Rita also has a mania for earrings and fancy shoes. She has more of both than she could ever use, but she keeps buying them. High-heeled strappy affairs make her happiest—naturally, she kicks them off the moment she gets a chance.
Rita is not a happy waker-upper. It takes quite a bit of time after the alarm goes off before she manages to grunt answers so her roommates will know she’s not dead.
In the winter, she wears absolutely mad, crazy flannel pajamas—bright red, leopard, gaudy colors. In the summer, she switches to shortie pastel nightgowns of nylon and lace, rhinestones and ruffles with panties to match. And for both seasons she gets all gussied up to go to bed. She takes almost as much time getting ready for bed as she does dressing in the morning. The face and hair must be just right (she has a strong feeling about creaming arms, legs, and back), and her last nightly ritual is to liberally douse herself with White Shoulders cologne. Upon retiring, Miss Moreno is ready for an unexpected fire in the night.
Five years ago, when Rita and Louise started sharing an apartment, Rita couldn’t boil water. Now she specializes in Italian concoctions and blintzes. She loves to mess with spices and herbs and come up with variations on a recipe. They have a huge old stove with two ovens, a broiler and a warmer. They promised each other never to eat in the kitchen or on trays—thus the constant use of the dining room. They love to eat by candlelight . . . they love to eat.
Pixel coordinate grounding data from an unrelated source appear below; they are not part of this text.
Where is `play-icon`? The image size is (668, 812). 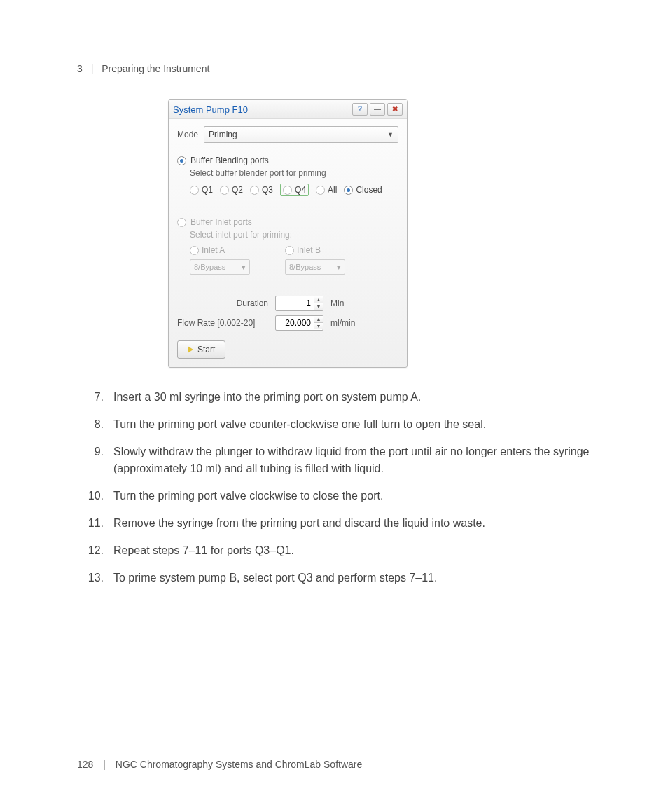 play-icon is located at coordinates (190, 350).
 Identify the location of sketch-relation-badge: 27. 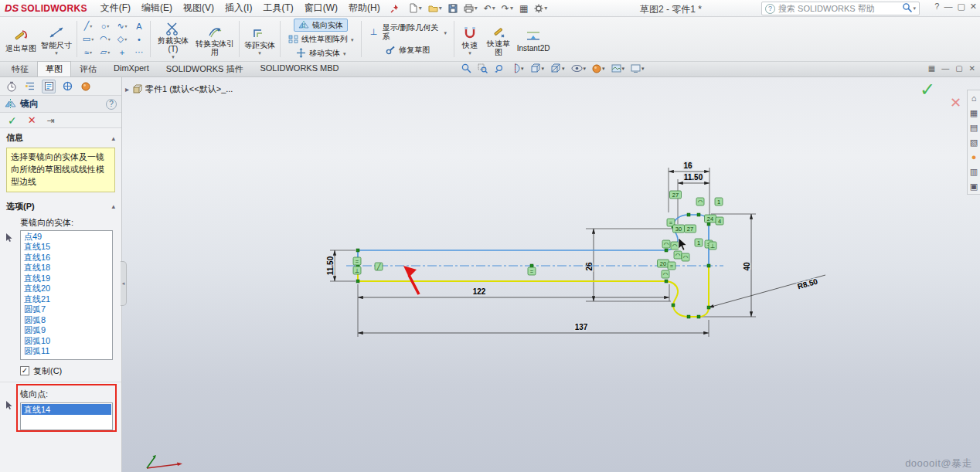
(675, 195).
“There were four of us,” sighs Rita drolly, “but we lost one. She got married. But even now when her husband is out of town, she comes over and stays with us. We have a good system. We agreed in the beginning that any beefs should be brought right out in the open. We also agreed to keep our noses out of each other’s dating. Of course, that doesn’t stop us from making a big fuss when the phone rings at dinner time. It’s silly, I guess, but we sit and make loud noises, appropriate comments and suggestions. We also have a system for locking the door at night. There is a lamp near the door and we leave it lit with a note under it. As we come in, we put down ‘Rita is here,’ then ‘Louise is here,’ and the last one in locks the door and turns off the light. Phone messages are very important, so we put them on a toy airplane that’s in front of the door.
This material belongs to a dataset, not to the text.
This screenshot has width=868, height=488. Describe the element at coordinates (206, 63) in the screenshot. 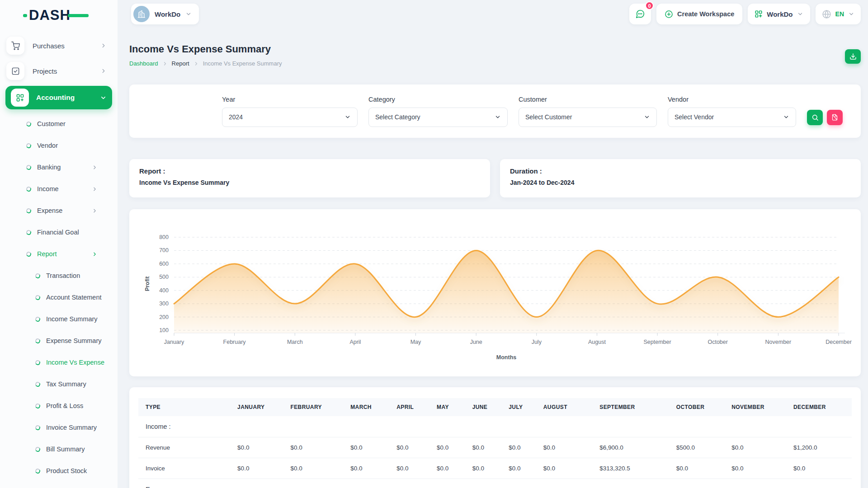

I see `breadcrumb: Dashboard Report Income Vs Expense Summa…` at that location.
“We’re worse than parents about being late,” Rita admits. “One night, one of the girls went out on a date and by three in the morning we were up worrying and stewing about our errant child. She came in at five. The car had broken down and she hadn’t thought of calling. So now if anyone’s going to be unusually late, they call in so the others won’t spend the night pacing the floor and getting ulcers.”
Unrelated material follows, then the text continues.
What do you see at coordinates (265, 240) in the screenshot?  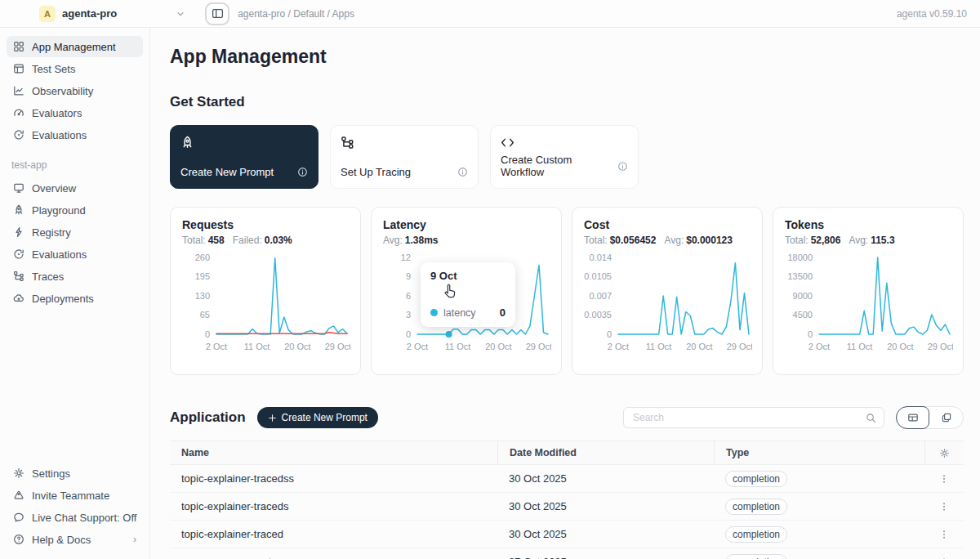 I see `metric-card-stats: Total:458Failed:0.03%` at bounding box center [265, 240].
Rita’s immediate interest in others and their problems is, perhaps, one reason she is so well loved on every set she’s ever worked. On “The King and I” set, electricians, grips, hairdresser, stars and producers called her Princess with honest affection. The reaction of workers on the set is a dead giveaway to a star’s real personality. These people are fully aware of Rita’s warm vitality, talent and sweetness.
It wasn’t too long ago that a thin, big-eyed child stood in front of dress-shop windows in New York daydreaming a fantasy. “I am a princess and I can have everything I want.”
Today, Rita Moreno is treated like a princess and is playing the role of a princess. Granted, a barefoot princess—but with chic. She is living, breathing proof that daydreams do come true.